I calculate that, as a country, we would then have approximately 8 to 12 years whilst this “repatriated fund” exhausts itself through the new £200 per week state pension payment. During those years we will need to review and then properly fund our state pension for the years thereafter, through realistic national insurance contributions. I also calculate that the immediate increase to the high street spend, across the entire country, would be very nearly £2billion per week. Such a permanent and consistent boost to the local economy would turn it from stagnation into rapid expansion within months. There would then be very large amounts of new employment, at a local level, for anybody who really wants it.

By increasing the state pension to £200 per week, there would also be a large number of substantial savings to be made, right across the entire public sector. For example, there would no longer be any need for, bus passes, council tax rebates, winter fuel allowances, means testing, attendance allowances, mobility allowances, disability allowances or any other form of pension income assessment for additional benefits, and there would be no need for the people who have built managerial careers for themselves in administering them. All of this is before we consider the benefits to the National Health Service budget simply because of our elderly population would be in far better health, as they could then afford to eat properly. There would also be a substantial reduction in the costs of long term care to the state because the elderly would be largely paying for it themselves out of their own pension.

The more one thinks about it the more one realises that the local economy would rapidly become the provision of services and products which the people want to buy. The people would be in command of those services because they would be in command of their own funding to pay for them, rather than the Council. People would either be over age 65 and retired on a proper state pension income, or they would have a proper job in providing those services.

The local swimming pool would be able to charge a realistic entry fee. Parking fees on council car parks would disappear, enabling people to visit town and spend their money in the way they want, rather than the way local government prescribes, and if the supermarket chains were at last made to pay the same business rates as the small high street retailer, the high street and the local community would thrive again.                                                                                                                                                                                    
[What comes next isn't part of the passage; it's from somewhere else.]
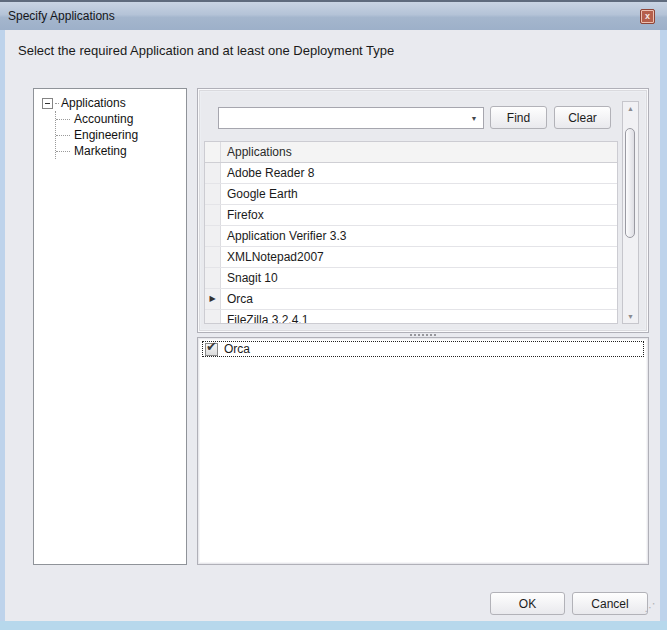 The width and height of the screenshot is (667, 630). I want to click on window-border-bottom, so click(334, 626).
Speaking as an economist and an investment manager, there is no doubt that the current Government will eventually get our economy right. It is just a matter of whether they want to take the fast but radical route to permanent and enduring economic recovery in the UK, directly through the high street, or whether they want to drag the job out by waiting for the Banks, and large commercial interests to pay down their own debt before they start investing in the economy again. The latter will be a very slow and painful process, especially to those who are thrown out of work and may have to wait for several years before they find new employment.

Today, we may well be living at a unique historical moment. It is a period in time when there is a clear opportunity for our politicians to put the UK economy in order for many years to come, and our society and our communities as well. Let’s hope that David has the courage to do it, and secure his place in our great Nation’s extraordinary history.